Companies have separated process-control logic from application logic for many years, the cynics reply, so what is different about how SOA approaches this problem? The most important concept in a Service-oriented approach to business process is that processes themselves are composed of Services, and are in turn exposed as Services, allowing for recursive definition and distributed control of business process throughout the organization. The key to this “processes as Services” aspect of SOA is the Service contract.

A Service contract is a document that reflects an agreement between Service consumers and providers as to what each component must provide and under which conditions they will interact. A properly defined Service contract will specify as few requirements on the other party as possible in order to maintain loose coupling, while detailing the necessary terms of their interaction in the form of metadata that describe the Service. Thus, in SOA, a process consists of metadata that govern the interactions between Service consumers and providers. Those metadata might specify a controlled form of process, such as an orchestration that specifies a well-ordered series of steps, or it might specify a looser form of process flow that designates only the preconditions and post-conditions for each Service interaction (often called a choreography). In either case, the metadata only specify the requirements for Service invocation, and not specifically how the underlying software components must control or execute the process.

The ZapThink Take
Today’s dynamic enterprises require technologies, products, and solutions that rely upon agile processes, or more specifically, composite Services, rather than inflexible application functionality and business processes that traditional BPM and workflow tools offer. But that is the current problem, or perhaps opportunity, with regards to SOA. Many such products on the market are stuck in the programmatic, traditional mindset of encoding business process as a pseudo-programming language, and designing tools that are meant mostly to build well-orchestrated, flowcharted, yet inflexible business processes. In many instances, we’ve just taken the horseless carriage approach of adopting our old forms of doing programming and flowcharting to new technologies — Rather than programming in Java or C#, we’re now coding in XML. How can this be helpful in a world where we’re trying to shift the burden of process development to the line-of-business user who has little knowledge, or interested, in coding, regardless of the language?

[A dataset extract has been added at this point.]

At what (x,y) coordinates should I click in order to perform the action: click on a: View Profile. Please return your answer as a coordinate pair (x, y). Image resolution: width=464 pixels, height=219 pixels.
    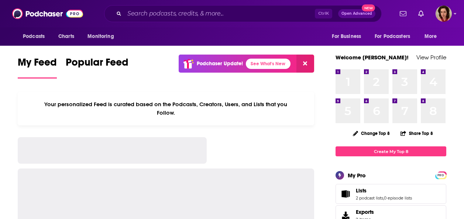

Instead of falling back to our old patterns of implementing business process as a program, companies should expose business processes as metadata in the Service contract. The movement to SOA challenges cynics — both end-users as well as software vendors — to break their current patterns of thinking. We won’t be able to silence the cynics entirely, however, until we have the right tools to create these metadata, especially in the case of ad hoc, non-orchestrated flows and the appropriate runtime environments that enable runtime changes to business processes represented as metadata.